I have a hypothesis, but let me know if this is true:
The difference between the scenarios is that the Mass Action’s action sequence doesn’t have or cannot check the context for the field to do the comparison while the field in the row and the button both do have a context.
How does context work with mass actions in terms of a comparison check or a field update?
Thanks!
Hey @nkovash and welcome !
Have you tried modifying the following to:
{{Balance__c}} != "0"
Cheers,
Hey @QuinnRyan! That was a very clever suggestion that I did not think of, I appreciate it. Sadly it didn’t work.
I think I am going to just leave out branching logic from my Mass Actions.
Thanks for the help!
No problem @nkovash!
So to answer your initial question:
How does context work with mass actions in terms of a comparison check or a field update?

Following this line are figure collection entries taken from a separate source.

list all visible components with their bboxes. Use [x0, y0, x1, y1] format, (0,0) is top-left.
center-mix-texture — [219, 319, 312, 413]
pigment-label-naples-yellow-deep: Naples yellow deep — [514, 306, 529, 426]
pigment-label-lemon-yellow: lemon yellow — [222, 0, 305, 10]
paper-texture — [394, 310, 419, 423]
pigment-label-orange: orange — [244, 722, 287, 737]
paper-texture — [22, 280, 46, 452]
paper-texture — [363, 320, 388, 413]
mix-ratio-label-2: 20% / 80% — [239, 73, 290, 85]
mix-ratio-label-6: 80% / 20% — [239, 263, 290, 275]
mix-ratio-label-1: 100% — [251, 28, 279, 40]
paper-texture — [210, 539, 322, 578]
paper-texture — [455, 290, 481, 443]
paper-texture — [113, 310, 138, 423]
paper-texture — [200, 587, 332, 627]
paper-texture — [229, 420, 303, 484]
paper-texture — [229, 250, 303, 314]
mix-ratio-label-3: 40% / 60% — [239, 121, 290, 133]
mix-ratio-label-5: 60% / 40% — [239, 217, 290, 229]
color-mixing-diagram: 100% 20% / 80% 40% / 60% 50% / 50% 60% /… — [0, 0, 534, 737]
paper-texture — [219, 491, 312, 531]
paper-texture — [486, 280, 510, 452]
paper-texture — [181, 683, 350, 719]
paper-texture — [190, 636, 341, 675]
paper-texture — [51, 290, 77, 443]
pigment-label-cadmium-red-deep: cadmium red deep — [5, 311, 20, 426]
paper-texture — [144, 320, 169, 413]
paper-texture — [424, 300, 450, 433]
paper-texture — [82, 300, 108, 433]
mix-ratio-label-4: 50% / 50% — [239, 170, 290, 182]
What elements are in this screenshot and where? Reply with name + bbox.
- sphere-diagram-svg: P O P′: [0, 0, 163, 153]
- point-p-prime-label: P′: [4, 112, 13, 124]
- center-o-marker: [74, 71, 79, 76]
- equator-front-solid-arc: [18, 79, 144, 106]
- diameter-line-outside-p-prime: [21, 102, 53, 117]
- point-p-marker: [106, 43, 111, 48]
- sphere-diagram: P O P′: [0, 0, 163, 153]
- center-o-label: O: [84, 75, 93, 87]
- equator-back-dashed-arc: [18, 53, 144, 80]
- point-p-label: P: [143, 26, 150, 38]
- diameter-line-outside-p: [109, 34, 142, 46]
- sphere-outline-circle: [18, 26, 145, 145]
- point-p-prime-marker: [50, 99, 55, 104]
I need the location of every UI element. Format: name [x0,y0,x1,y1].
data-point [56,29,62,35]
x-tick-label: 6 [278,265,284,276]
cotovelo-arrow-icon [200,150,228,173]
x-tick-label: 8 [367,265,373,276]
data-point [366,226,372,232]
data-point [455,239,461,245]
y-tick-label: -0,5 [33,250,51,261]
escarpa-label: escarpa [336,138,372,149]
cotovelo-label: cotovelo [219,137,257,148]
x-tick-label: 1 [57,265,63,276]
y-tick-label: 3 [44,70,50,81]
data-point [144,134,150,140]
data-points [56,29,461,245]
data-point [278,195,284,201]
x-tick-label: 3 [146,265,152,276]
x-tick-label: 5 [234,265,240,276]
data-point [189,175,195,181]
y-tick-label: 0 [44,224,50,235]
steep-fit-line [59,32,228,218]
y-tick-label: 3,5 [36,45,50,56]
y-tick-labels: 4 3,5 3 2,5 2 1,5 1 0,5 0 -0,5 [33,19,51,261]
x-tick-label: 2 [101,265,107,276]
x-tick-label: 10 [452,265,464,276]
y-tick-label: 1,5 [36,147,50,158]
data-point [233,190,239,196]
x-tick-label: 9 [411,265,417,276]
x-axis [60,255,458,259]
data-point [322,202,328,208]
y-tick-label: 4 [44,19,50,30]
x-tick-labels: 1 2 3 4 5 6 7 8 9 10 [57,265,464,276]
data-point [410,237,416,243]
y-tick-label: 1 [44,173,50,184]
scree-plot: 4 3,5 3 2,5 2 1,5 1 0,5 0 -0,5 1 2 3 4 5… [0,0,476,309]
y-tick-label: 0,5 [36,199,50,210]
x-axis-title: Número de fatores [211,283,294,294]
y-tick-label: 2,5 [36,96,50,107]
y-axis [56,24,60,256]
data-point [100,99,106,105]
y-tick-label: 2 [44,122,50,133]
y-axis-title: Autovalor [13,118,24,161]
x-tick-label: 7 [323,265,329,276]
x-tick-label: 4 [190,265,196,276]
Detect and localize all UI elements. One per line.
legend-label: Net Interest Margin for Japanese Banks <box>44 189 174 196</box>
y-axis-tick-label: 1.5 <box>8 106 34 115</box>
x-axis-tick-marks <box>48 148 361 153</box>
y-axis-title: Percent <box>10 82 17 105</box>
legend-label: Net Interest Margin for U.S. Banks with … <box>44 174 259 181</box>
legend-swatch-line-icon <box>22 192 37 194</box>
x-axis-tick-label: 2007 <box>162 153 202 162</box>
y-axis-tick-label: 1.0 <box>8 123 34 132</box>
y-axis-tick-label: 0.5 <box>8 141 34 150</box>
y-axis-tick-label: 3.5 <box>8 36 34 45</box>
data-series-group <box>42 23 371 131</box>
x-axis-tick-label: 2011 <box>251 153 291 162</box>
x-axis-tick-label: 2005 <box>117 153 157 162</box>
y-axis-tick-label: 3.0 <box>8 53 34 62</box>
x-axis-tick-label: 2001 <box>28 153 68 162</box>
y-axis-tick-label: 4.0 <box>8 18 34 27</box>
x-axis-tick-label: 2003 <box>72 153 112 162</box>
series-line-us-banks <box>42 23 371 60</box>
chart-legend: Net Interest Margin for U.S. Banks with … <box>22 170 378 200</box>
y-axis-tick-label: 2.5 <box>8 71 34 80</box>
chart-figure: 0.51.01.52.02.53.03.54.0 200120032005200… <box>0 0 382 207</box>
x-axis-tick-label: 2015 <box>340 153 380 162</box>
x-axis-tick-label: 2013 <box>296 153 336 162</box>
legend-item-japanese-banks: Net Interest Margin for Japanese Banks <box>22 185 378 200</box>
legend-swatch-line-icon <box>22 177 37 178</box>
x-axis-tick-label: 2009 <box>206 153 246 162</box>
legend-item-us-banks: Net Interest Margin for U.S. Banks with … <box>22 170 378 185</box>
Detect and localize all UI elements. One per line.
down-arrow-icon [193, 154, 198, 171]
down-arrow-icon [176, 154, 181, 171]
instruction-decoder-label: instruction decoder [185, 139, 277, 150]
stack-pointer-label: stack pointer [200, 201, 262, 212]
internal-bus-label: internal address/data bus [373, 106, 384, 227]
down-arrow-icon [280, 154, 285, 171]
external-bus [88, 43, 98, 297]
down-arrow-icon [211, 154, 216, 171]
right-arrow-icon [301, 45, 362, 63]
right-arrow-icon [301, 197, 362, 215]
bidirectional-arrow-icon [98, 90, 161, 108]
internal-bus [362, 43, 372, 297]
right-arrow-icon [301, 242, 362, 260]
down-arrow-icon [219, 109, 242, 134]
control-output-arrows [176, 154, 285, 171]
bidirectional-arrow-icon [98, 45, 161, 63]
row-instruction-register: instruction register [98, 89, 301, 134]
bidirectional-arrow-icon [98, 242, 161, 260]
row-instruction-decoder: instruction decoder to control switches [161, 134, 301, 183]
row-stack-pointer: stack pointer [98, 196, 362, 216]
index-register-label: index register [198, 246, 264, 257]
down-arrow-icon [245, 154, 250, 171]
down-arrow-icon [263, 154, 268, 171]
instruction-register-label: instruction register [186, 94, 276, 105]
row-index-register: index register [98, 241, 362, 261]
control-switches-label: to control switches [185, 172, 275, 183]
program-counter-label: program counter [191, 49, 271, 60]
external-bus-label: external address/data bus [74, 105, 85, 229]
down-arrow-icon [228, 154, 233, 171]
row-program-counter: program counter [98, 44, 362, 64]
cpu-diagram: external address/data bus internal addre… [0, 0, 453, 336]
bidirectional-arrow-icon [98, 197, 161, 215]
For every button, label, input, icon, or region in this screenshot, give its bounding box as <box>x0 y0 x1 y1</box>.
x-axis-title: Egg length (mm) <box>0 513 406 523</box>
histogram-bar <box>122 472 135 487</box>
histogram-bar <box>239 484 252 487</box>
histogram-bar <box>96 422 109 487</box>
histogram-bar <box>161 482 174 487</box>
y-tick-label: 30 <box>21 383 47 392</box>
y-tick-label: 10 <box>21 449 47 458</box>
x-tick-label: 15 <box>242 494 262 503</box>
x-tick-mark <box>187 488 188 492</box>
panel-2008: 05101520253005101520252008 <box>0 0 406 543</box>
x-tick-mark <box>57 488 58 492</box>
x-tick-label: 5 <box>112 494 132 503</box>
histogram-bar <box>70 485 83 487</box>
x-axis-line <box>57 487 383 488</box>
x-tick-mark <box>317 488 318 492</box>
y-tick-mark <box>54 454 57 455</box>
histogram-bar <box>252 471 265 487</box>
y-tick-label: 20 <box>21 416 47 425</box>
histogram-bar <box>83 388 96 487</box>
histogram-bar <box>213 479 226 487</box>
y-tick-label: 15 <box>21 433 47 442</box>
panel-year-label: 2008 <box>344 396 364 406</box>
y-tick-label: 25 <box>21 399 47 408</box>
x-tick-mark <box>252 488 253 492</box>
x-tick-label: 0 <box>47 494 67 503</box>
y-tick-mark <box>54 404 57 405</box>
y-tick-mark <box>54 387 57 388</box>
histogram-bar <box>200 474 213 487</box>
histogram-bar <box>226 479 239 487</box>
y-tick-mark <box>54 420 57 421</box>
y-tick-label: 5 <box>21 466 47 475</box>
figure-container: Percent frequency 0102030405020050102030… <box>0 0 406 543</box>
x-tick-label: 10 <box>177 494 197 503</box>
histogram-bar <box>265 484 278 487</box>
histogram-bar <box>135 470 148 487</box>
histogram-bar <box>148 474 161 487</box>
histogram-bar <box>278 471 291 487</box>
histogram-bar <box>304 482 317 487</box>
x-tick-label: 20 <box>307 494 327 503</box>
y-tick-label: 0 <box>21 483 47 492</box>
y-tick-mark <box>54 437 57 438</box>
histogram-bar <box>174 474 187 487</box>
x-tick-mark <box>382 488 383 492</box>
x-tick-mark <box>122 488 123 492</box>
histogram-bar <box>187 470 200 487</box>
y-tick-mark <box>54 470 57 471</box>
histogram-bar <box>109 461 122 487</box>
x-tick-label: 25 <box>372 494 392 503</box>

Field updates will update all fields in context. Comparison checks would only function on the first row in context, so with that being said:
I have a hypothesis, but let me know if this is true:
The difference between the scenarios is that the Mass Action’s action sequence doesn’t have or cannot check the context for the field to make the comparison while the field in the row and the button both do have a context.
I think it’s both true and false since it checks the context but only for the first row. There is probably a way to do this, but it may be a little more advanced and may require some JS.
If it’s important to the project you’re working on, you could look into doing this check with a combination of adopting the rows in context into a UI model and this aggregation functions.
I hope that helps!
Cheers,
Context in Mass Actions. That is a really good question. Generally the action sequence will be run recursively on each of the rows that have been selected by the user. And the context available for use in your actions via merge syntax will be the active row.
That is interrupted if a new row is created in your action sequence. At that point Context is transffered to the new row - and it stays there even when the iteration goes to the new selected row. There has been a long standing argument internally about this scenario and we don’t have a good sense for how we will ultimately correct it.
For the time being - if you are going to do much sophisticated action processing on some or all rows in your model - we recommend using a code snippet. In Javascript you can be much more explicit about what you what data is being interacted with (on a row by row basis) and what actions you are enabling.
Another few thoughts.
A good debugging technique here would be to put a message / block ui action right before your branch - and have it display the value of {{balance__c}}. This will show you what value is being held in context when the branch runs (if any…)
Are you familiar with the action debugging api? IN the browser console type skuid.debug.actions.loggingOn()
Then in the console you will see a more detailed inventory of all actions as they occur. (Including the row context).